Keep Talking Or The Microcontroller Explodes (KTOME)

The Physical Build Project based on the game Keep Talking And Nobody Explodes


Project maintained by bcorwen Hosted on GitHub Pages — Theme by mattgraham
Dev blog Project aims and goals Project to-do Youtube playlist KTANE IRL Discord server

Dev blog

I’m currently making short update videos on progress on my Youtube playlist. It’s certainly much quicker to film/narrate what’s new than type up a new blog post! Check there for more up-to-date info, meanwhile a more detailed write-up will appear here going into much more detail.


Prev post: Coding The Timer and Widgets module Next post: Coding The Button module

2021/04/26 - Object-Oriented Programming revamp, CAN shake-up and the Debugger

Quite a varied blog post as you can tell by the title! I’ve had a lot of different projects going on since the last update in February, but dove in again recently to score some successes.

Object-Oriented Programming (OOP) revamp

I’ve known about OOP methodology and built a few things that way, but not in this project. I have no formal programming training and so default to building longer and more complex procedures… and the KTOME project certainly does begin to balloon in size after adding comms and further modules into the mix! Although I was writing smart functions, the modules were one long file, making it hard to navigate and harder to follow the flow that the ESP would take through the code.

The straw that broke the camel’s back was my attempt to add in a brief LED flash when the bomb explodes, for user feedback since he bomb wouldn’t actually explode! Adding in this simple blink to my sprawling code was causing difficult to pin down occurrences, such as the lights staying on in some circumstances or not all of the lights activating on the cue. I needed to simplify the code, so turned to OOP.

Unfortunately, a code re-write doesn’t really give you much to demonstrate, so sorry for the lack of pictures here! But my foray into OOP started with the construction of special LED and switch classes. I decided to have a plain LED class and augment that with more specialist classes for blinking or dynamic intensity (pulsating) lights. This way, I could call for a one-time blink on a bomb explosion and I wouldn’t have to track the blink timer and update the LED with stray lines of code in the main file.

Then I decided to further build on the component-level classes with a module-level class. I pulled all of the Keypad logic out of the main file and wrote a Keypad class which would generate the symbols for each game, track the inputs and ultimately output a defuse or strike signal back into the main code.

So not only was the main body of code massively simplified and shortened, but nearly made it agnostic of the module type! This created the ideal basis to start to import the other modules from my prototype code, by changing a few lines and building a new module class.

CAN shake-up

From the previous blog post detailing the way I had set out CAN, I decided to make a few changes to how addresses are assigned. The previous method was ideal for the way CAN is typically utilised, however there was a bug in the library when using the extended IDs meaning I had to implement the bit mask and matching manually. In that case, why stick to the typical implementation?

I decided to keep bits for each module, however the unique module IDs are counted across the last few bits. This allows me to assign more bits to module types and so reserve bits for building modded or custom modules in the future.

The Debugger

One last little build that I became sidetracked with…

I had an issue in testing the modules I was making. To do so, I needed to load up the phone app editting website, build the app and transfer it to my phone, load the app, connect to the Timer ESP32 via Bluetooth, set up the bomb by going through the manual confirmation checks, then I could start the game and test the logic fully… so long as I didn’t take my time and only made a couple of mistakes, otherwise I’d get a game over and have to restart another game. Having the full game logic in there was good for fully testing everything, but not for quick checks during regular development.

I decided to grab another ESP and create a quick debugger, which would be able to transmit most key messages over CAN. No more phone apps needed, no time limits or strike limits. And from the module being tested’s point of view, it receives and can send all the messages as if it were connected to the real Timer.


### What to do
Whenever a line contains the string "marker", copy it out of the entries.

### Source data
■ ■ ■

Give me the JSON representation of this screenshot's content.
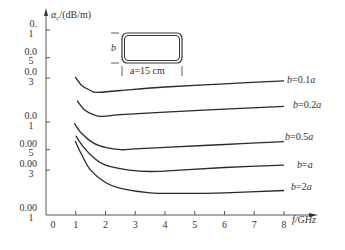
{
  "chart_data": {
    "type": "line",
    "title": "",
    "xlabel": "f/GHz",
    "ylabel": "αc/(dB/m)",
    "xlim": [
      0,
      8
    ],
    "ylim": [
      0.001,
      0.1
    ],
    "yscale": "log",
    "grid": false,
    "x_ticks": [
      "0",
      "1",
      "2",
      "3",
      "4",
      "5",
      "6",
      "7",
      "8"
    ],
    "y_ticks": [
      {
        "value": 0.1,
        "label_lines": [
          "0.",
          "1"
        ]
      },
      {
        "value": 0.05,
        "label_lines": [
          "0.0",
          "5"
        ]
      },
      {
        "value": 0.03,
        "label_lines": [
          "0.0",
          "3"
        ]
      },
      {
        "value": 0.01,
        "label_lines": [
          "0.0",
          "1"
        ]
      },
      {
        "value": 0.005,
        "label_lines": [
          "0.00",
          "5"
        ]
      },
      {
        "value": 0.003,
        "label_lines": [
          "0.00",
          "3"
        ]
      },
      {
        "value": 0.001,
        "label_lines": [
          "0.00",
          "1"
        ]
      }
    ],
    "series": [
      {
        "name": "b=0.1a",
        "label": "b=0.1a",
        "x": [
          0.98,
          1.2,
          1.5,
          1.7,
          2.5,
          4,
          6,
          8
        ],
        "y": [
          0.031,
          0.025,
          0.022,
          0.021,
          0.022,
          0.024,
          0.026,
          0.028
        ]
      },
      {
        "name": "b=0.2a",
        "label": "b=0.2a",
        "x": [
          1.05,
          1.3,
          1.6,
          1.85,
          2.5,
          4,
          6,
          8
        ],
        "y": [
          0.017,
          0.0135,
          0.012,
          0.0115,
          0.012,
          0.0128,
          0.0138,
          0.0148
        ]
      },
      {
        "name": "b=0.5a",
        "label": "b=0.5a",
        "x": [
          0.95,
          1.2,
          1.6,
          2.0,
          2.5,
          3.0,
          4,
          6,
          8
        ],
        "y": [
          0.0097,
          0.0075,
          0.0059,
          0.0053,
          0.005,
          0.0051,
          0.0053,
          0.0057,
          0.0061
        ]
      },
      {
        "name": "b=a",
        "label": "b=a",
        "x": [
          1.0,
          1.25,
          1.6,
          2.0,
          2.8,
          3.5,
          4.5,
          6,
          8
        ],
        "y": [
          0.0071,
          0.0054,
          0.0041,
          0.0034,
          0.003,
          0.0029,
          0.003,
          0.0032,
          0.0034
        ]
      },
      {
        "name": "b=2a",
        "label": "b=2a",
        "x": [
          0.98,
          1.2,
          1.5,
          2.0,
          2.5,
          3.5,
          4.5,
          6,
          8
        ],
        "y": [
          0.0062,
          0.0044,
          0.003,
          0.0022,
          0.0019,
          0.0017,
          0.00168,
          0.0017,
          0.0018
        ]
      }
    ],
    "annotations": [
      {
        "text": "b",
        "role": "waveguide height label"
      },
      {
        "text": "a=15 cm",
        "role": "waveguide width label"
      }
    ]
  },
  "axes": {
    "ylabel_prefix": "α",
    "ylabel_sub": "c",
    "ylabel_suffix": "/(dB/m)",
    "xlabel": "f/GHz"
  },
  "inset": {
    "height_label": "b",
    "width_label": "a=15 cm"
  },
  "colors": {
    "line": "#2a2a2a",
    "axis": "#555555"
  }
}
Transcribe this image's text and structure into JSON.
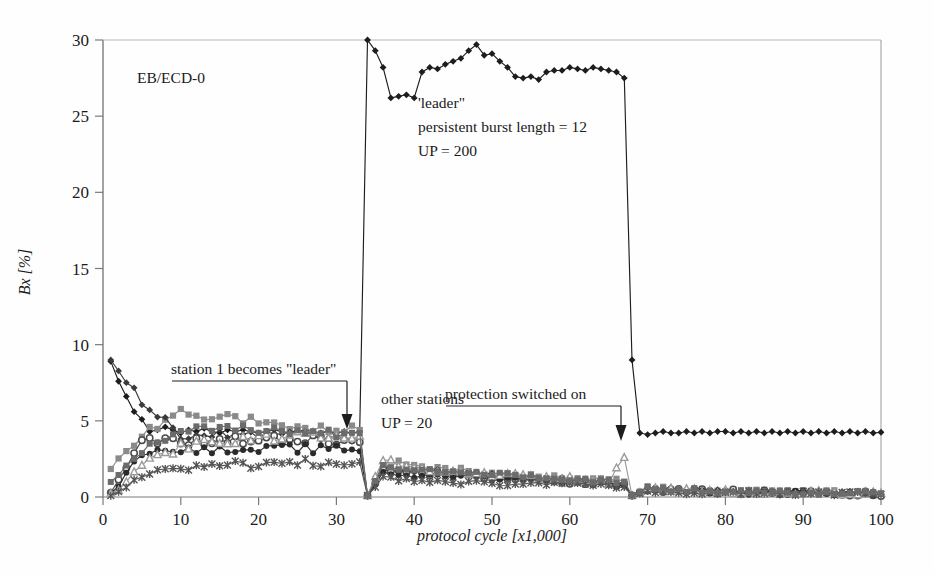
{
  "figure": {
    "corner_label": "EB/ECD-0",
    "background": "#fefefe",
    "axis_color": "#6e6e6e"
  },
  "annotations": {
    "leader_block": {
      "line1": "'leader\"",
      "line2": "persistent burst length = 12",
      "line3": "UP = 200"
    },
    "others_block": {
      "line1": "other stations",
      "line2": "UP = 20"
    },
    "arrow_left_label": "station 1 becomes \"leader\"",
    "arrow_right_label": "protection switched on"
  },
  "chart_data": {
    "type": "line",
    "title": "EB/ECD-0",
    "xlabel": "protocol cycle [x1,000]",
    "ylabel": "Bx [%]",
    "xlim": [
      0,
      100
    ],
    "ylim": [
      0,
      30
    ],
    "xticks": [
      0,
      10,
      20,
      30,
      40,
      50,
      60,
      70,
      80,
      90,
      100
    ],
    "yticks": [
      0,
      5,
      10,
      15,
      20,
      25,
      30
    ],
    "grid": false,
    "legend": "none",
    "x_step": 1,
    "events": [
      {
        "label": "station 1 becomes \"leader\"",
        "x": 33
      },
      {
        "label": "protection switched on",
        "x": 67
      }
    ],
    "series": [
      {
        "name": "station 1 (leader)",
        "marker": "diamond",
        "color": "#1d1d1d",
        "x": [
          1,
          2,
          3,
          4,
          5,
          6,
          7,
          8,
          9,
          10,
          11,
          12,
          13,
          14,
          15,
          16,
          17,
          18,
          19,
          20,
          21,
          22,
          23,
          24,
          25,
          26,
          27,
          28,
          29,
          30,
          31,
          32,
          33,
          34,
          35,
          36,
          37,
          38,
          39,
          40,
          41,
          42,
          43,
          44,
          45,
          46,
          47,
          48,
          49,
          50,
          51,
          52,
          53,
          54,
          55,
          56,
          57,
          58,
          59,
          60,
          61,
          62,
          63,
          64,
          65,
          66,
          67,
          68,
          69,
          70,
          71,
          72,
          73,
          74,
          75,
          76,
          77,
          78,
          79,
          80,
          81,
          82,
          83,
          84,
          85,
          86,
          87,
          88,
          89,
          90,
          91,
          92,
          93,
          94,
          95,
          96,
          97,
          98,
          99,
          100
        ],
        "y": [
          8.9,
          7.6,
          6.6,
          5.6,
          5.1,
          4.3,
          4.4,
          4.6,
          4.4,
          4.2,
          4.4,
          4.3,
          4.5,
          4.3,
          4.2,
          4.4,
          4.3,
          4.4,
          4.3,
          4.2,
          4.3,
          4.4,
          4.3,
          4.2,
          4.3,
          4.4,
          4.3,
          4.2,
          4.3,
          4.2,
          4.3,
          4.2,
          4.3,
          30.0,
          29.3,
          28.2,
          26.2,
          26.3,
          26.4,
          26.2,
          27.9,
          28.2,
          28.1,
          28.4,
          28.6,
          28.8,
          29.3,
          29.7,
          29.0,
          29.1,
          28.6,
          28.2,
          27.6,
          27.5,
          27.6,
          27.4,
          27.9,
          28.0,
          28.0,
          28.2,
          28.1,
          28.0,
          28.2,
          28.1,
          28.0,
          27.9,
          27.5,
          9.0,
          4.2,
          4.1,
          4.2,
          4.3,
          4.2,
          4.2,
          4.3,
          4.2,
          4.3,
          4.2,
          4.3,
          4.3,
          4.2,
          4.3,
          4.2,
          4.3,
          4.2,
          4.3,
          4.2,
          4.3,
          4.2,
          4.3,
          4.2,
          4.3,
          4.2,
          4.3,
          4.2,
          4.3,
          4.2,
          4.3,
          4.2,
          4.25
        ]
      },
      {
        "name": "station 2",
        "marker": "square",
        "color": "#8a8a8a",
        "x": [
          1,
          5,
          10,
          15,
          20,
          25,
          30,
          33,
          34,
          36,
          40,
          45,
          50,
          55,
          60,
          65,
          67,
          68,
          70,
          75,
          80,
          85,
          90,
          95,
          100
        ],
        "y": [
          1.7,
          4.1,
          5.5,
          5.3,
          4.9,
          4.6,
          4.5,
          4.4,
          0.1,
          2.2,
          2.0,
          1.8,
          1.6,
          1.4,
          1.3,
          1.1,
          1.0,
          0.1,
          0.6,
          0.5,
          0.4,
          0.35,
          0.3,
          0.3,
          0.25
        ]
      },
      {
        "name": "station 3",
        "marker": "diamond",
        "color": "#3a3a3a",
        "x": [
          1,
          5,
          10,
          15,
          20,
          25,
          30,
          33,
          34,
          36,
          40,
          45,
          50,
          55,
          60,
          65,
          67,
          68,
          70,
          75,
          80,
          85,
          90,
          95,
          100
        ],
        "y": [
          8.7,
          6.3,
          4.1,
          4.2,
          4.0,
          4.1,
          4.0,
          3.9,
          0.1,
          1.9,
          1.7,
          1.6,
          1.4,
          1.2,
          1.1,
          1.0,
          0.9,
          0.1,
          0.5,
          0.45,
          0.4,
          0.3,
          0.3,
          0.25,
          0.25
        ]
      },
      {
        "name": "station 4",
        "marker": "circle-open",
        "color": "#4a4a4a",
        "x": [
          1,
          5,
          10,
          15,
          20,
          25,
          30,
          33,
          34,
          36,
          40,
          45,
          50,
          55,
          60,
          65,
          67,
          68,
          70,
          75,
          80,
          85,
          90,
          95,
          100
        ],
        "y": [
          0.2,
          3.6,
          3.6,
          3.7,
          3.8,
          3.8,
          3.7,
          3.6,
          0.1,
          1.7,
          1.6,
          1.5,
          1.3,
          1.2,
          1.0,
          0.9,
          0.85,
          0.1,
          0.5,
          0.4,
          0.35,
          0.3,
          0.3,
          0.25,
          0.2
        ]
      },
      {
        "name": "station 5",
        "marker": "circle-filled",
        "color": "#2b2b2b",
        "x": [
          1,
          5,
          10,
          15,
          20,
          25,
          30,
          33,
          34,
          36,
          40,
          45,
          50,
          55,
          60,
          65,
          67,
          68,
          70,
          75,
          80,
          85,
          90,
          95,
          100
        ],
        "y": [
          0.1,
          2.8,
          3.0,
          3.1,
          3.2,
          3.2,
          3.1,
          3.0,
          0.1,
          1.5,
          1.4,
          1.3,
          1.2,
          1.1,
          0.95,
          0.85,
          0.8,
          0.1,
          0.45,
          0.4,
          0.3,
          0.3,
          0.25,
          0.25,
          0.2
        ]
      },
      {
        "name": "station 6",
        "marker": "triangle-open",
        "color": "#9a9a9a",
        "x": [
          1,
          5,
          10,
          15,
          20,
          25,
          30,
          33,
          34,
          36,
          40,
          45,
          50,
          55,
          60,
          65,
          67,
          68,
          70,
          75,
          80,
          85,
          90,
          95,
          100
        ],
        "y": [
          0.1,
          2.0,
          3.3,
          3.6,
          3.8,
          4.0,
          4.1,
          4.0,
          0.1,
          2.6,
          1.9,
          1.7,
          1.5,
          1.3,
          1.2,
          1.0,
          2.6,
          0.1,
          0.5,
          0.4,
          0.35,
          0.3,
          0.3,
          0.25,
          0.2
        ]
      },
      {
        "name": "station 7",
        "marker": "cross",
        "color": "#555555",
        "x": [
          1,
          5,
          10,
          15,
          20,
          25,
          30,
          33,
          34,
          36,
          40,
          45,
          50,
          55,
          60,
          65,
          67,
          68,
          70,
          75,
          80,
          85,
          90,
          95,
          100
        ],
        "y": [
          0.1,
          1.4,
          2.0,
          2.1,
          2.2,
          2.3,
          2.3,
          2.3,
          0.1,
          1.2,
          1.1,
          1.0,
          0.9,
          0.85,
          0.8,
          0.7,
          0.65,
          0.1,
          0.35,
          0.3,
          0.3,
          0.25,
          0.25,
          0.2,
          0.2
        ]
      },
      {
        "name": "station 8",
        "marker": "square-filled",
        "color": "#6b6b6b",
        "x": [
          1,
          5,
          10,
          15,
          20,
          25,
          30,
          33,
          34,
          36,
          40,
          45,
          50,
          55,
          60,
          65,
          67,
          68,
          70,
          75,
          80,
          85,
          90,
          95,
          100
        ],
        "y": [
          1.0,
          3.1,
          4.4,
          4.5,
          4.4,
          4.3,
          4.2,
          4.2,
          0.1,
          2.0,
          1.8,
          1.65,
          1.5,
          1.35,
          1.2,
          1.05,
          1.0,
          0.1,
          0.55,
          0.45,
          0.4,
          0.35,
          0.3,
          0.3,
          0.25
        ]
      }
    ]
  }
}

■ ■ ■

### Exercise answer
        "marker": "diamond",
        "marker": "square",
        "marker": "diamond",
        "marker": "circle-open",
        "marker": "circle-filled",
        "marker": "triangle-open",
        "marker": "cross",
        "marker": "square-filled",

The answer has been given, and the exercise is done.